> Could you please clarify what you mean by the preceding paragraph?
> Traditional TDM telecoms networks (PDH, SONET, SDH etc.) can be used
> for transporting all manner of data/packet-based protocols including
> connectionless and asynchronous protocols. Although you can have a
> pure ATM network (Asynchronous Transfer Mode by definition is
> difficult to classify as synchronous even though Stratacom tried to
> implement it as such), you are more likely to transport it over
> SDH/SONET. Likewise with many IP networks including Internet connections. IP,
> being a connectionless Layer 3 (in the still-useful OSI Reference Model) Network
> Protocol can be transported over practically any Layer 2/1 combination,
> including ATM, X.25, dial-up, etc.
>
> It is only since very recently that carriers are looking to implement
> pure wall-to-wall IP networks without an SDH/SONET substrate.
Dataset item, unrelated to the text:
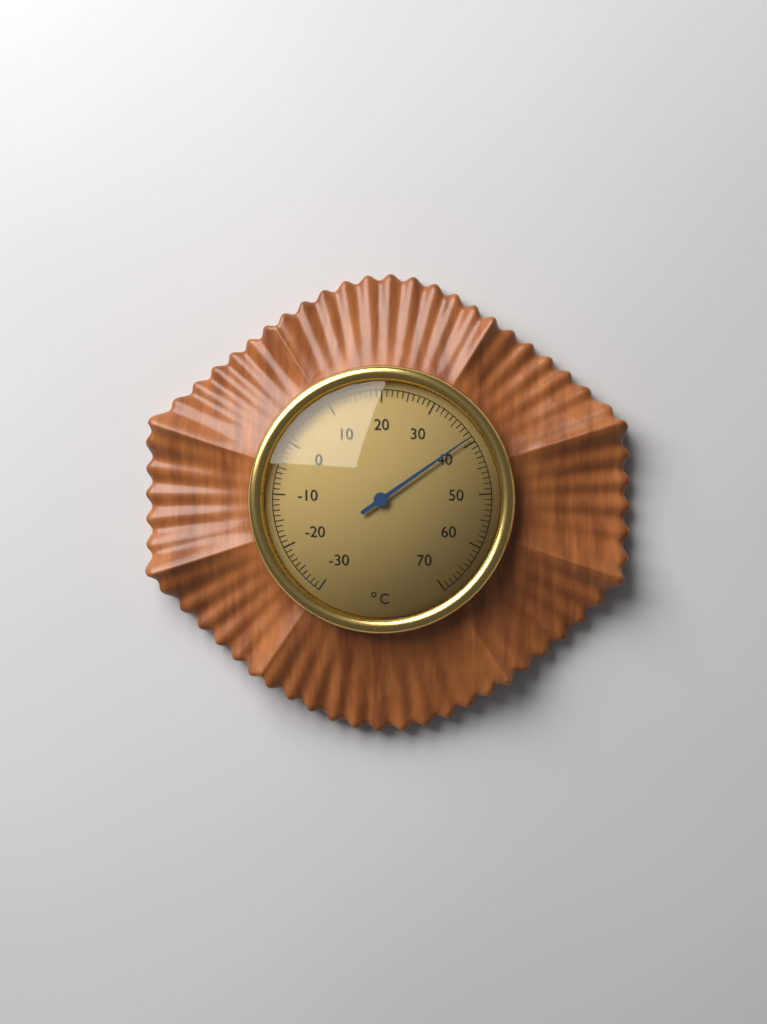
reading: 39 °C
The clocking and control structures of X.25 are the big barrier. X.75 had to be
created because you couldn't just connect to X.25 networks together. I threw
ATM in there because it was a new way to create a realtime network which still
required a lot of interface glue.
Today, we don't have any of the telephony protocols designed for data in
consumer networking equipment (routers and switches etc). The telephone
standards developed around synchronous protocols and "just enough" bandwidth
designs that created problems for the much higher bandwidth needs of data
systems. So, we've had to replace all the protocols and redesign all the
interfaces from the switching systems core software out to the world.